> Or by 24 thousand pairs orbiting 1 time per second,
no, and for the same reason you can't use the output of a quarter million 2.45 Ghz microwave oven magnetrons to produce monochromic teal light (612500 Ghz).
The maths is basically equivalent for EM and gravity waves, except for the constants.
Well, that and the fact it's changing the space-time through which the waves themselves propagate, but the effect is usually small enough to be barely detectable even when you want to.
> Yep, more length to travel - larger wave length. :-/
no, same wavelength, going further on one half of the cycle, then not as far on the other half of the cycle. Same wavelength within the space, it's the space itself which changes.
> I had a discussion about that recently. I have no power to repeat the discussion. You can find it in my comment history.
TBH, that would be a colossal waste of my time. I'm only even bothering to reply to this this now because discussion is supposed to be helpful while I learn things.
> no, and for the same reason you can't use the output of a quarter million 2.45 Ghz microwave oven magnetrons to produce monochromic teal light (612500 Ghz).
Why we need monochromatic light? Gravitational wave background is just noise. A lot of orbiting objects in a galaxy will produce steady noise, due to interference. It's easy to check just by putting a bunch of wave generators with different frequencies in a same pond, and then move. Interference between waves will create noise with higher frequencies than original.
Even small effects are producing significant results over large periods of time. 1 billion years is 31.5E15 seconds.
If we integrate over all frequencies of gravitation noise floor, then we may have a number, which will explain a part of red shift.
More over, gravitational noise is important for Pilot Wave theory, because it may explain the source of energy for the pilot wave.
> no, same wavelength, going further on one half of the cycle, then not as far on the other half of the cycle. Same wavelength within the space, it's the space itself which changes.
It implies FTL speed at the second half of the cycle, which is impossible. If wavelength of light will be enlarged, then it will stay enlarged, because light traveling at c, so c-delta is possible, but c+delta is not.

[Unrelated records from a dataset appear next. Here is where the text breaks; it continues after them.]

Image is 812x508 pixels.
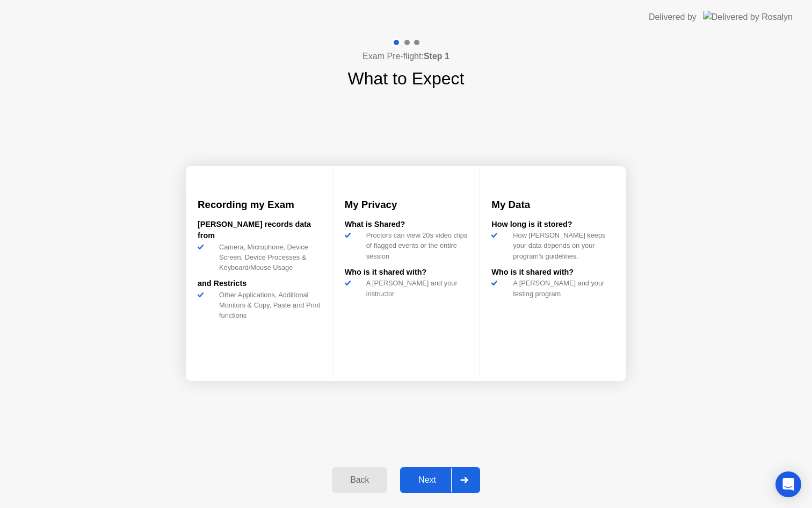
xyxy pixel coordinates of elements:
h4: Exam Pre-flight: [362,50,450,63]
div: How long is it stored? [491,219,614,231]
div: Delivered by [649,11,697,24]
div: Next [403,475,451,484]
div: A [PERSON_NAME] and your instructor [362,278,468,298]
button: Next [400,467,480,493]
div: Other Applications, Additional Monitors & Copy, Paste and Print functions [215,290,321,321]
div: Back [335,475,384,484]
div: A [PERSON_NAME] and your testing program [508,278,614,298]
h1: What to Expect [348,66,464,91]
div: What is Shared? [344,219,468,231]
div: and Restricts [198,278,321,290]
div: Open Intercom Messenger [775,471,801,497]
div: [PERSON_NAME] records data from [198,219,321,242]
div: Camera, Microphone, Device Screen, Device Processes & Keyboard/Mouse Usage [215,242,321,273]
b: Step 1 [424,52,450,60]
h3: My Data [491,197,614,212]
h3: My Privacy [344,197,468,212]
div: Who is it shared with? [491,267,614,279]
img: Delivered by Rosalyn [703,11,792,23]
div: Who is it shared with? [344,267,468,279]
div: How [PERSON_NAME] keeps your data depends on your program’s guidelines. [508,230,614,261]
h3: Recording my Exam [198,197,321,212]
div: Proctors can view 20s video clips of flagged events or the entire session [362,230,468,261]
button: Back [332,467,388,493]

> TBH, that would be a colossal waste of my time. I'm only even bothering to reply to this this now because discussion is supposed to be helpful while I learn things.
I have the same filling. I only reply because my pleasure to talk with you overcomes the inconvenience of Hacker News.
Maybe we should switch to email, or to a wiki with a proper set of tools for scientific discussion.
> Also, gravitational waves don't redshift the photons, they change the length of the path the photons take.
Yep, more length to travel - larger wave length. :-/
> And as LIGO, NANOGrav etc., are relying on a prediction of the exact same GR equations that also lead to the big bang etc
I had a discussion about that recently. I have no power to repeat the discussion. You can find it in my comment history.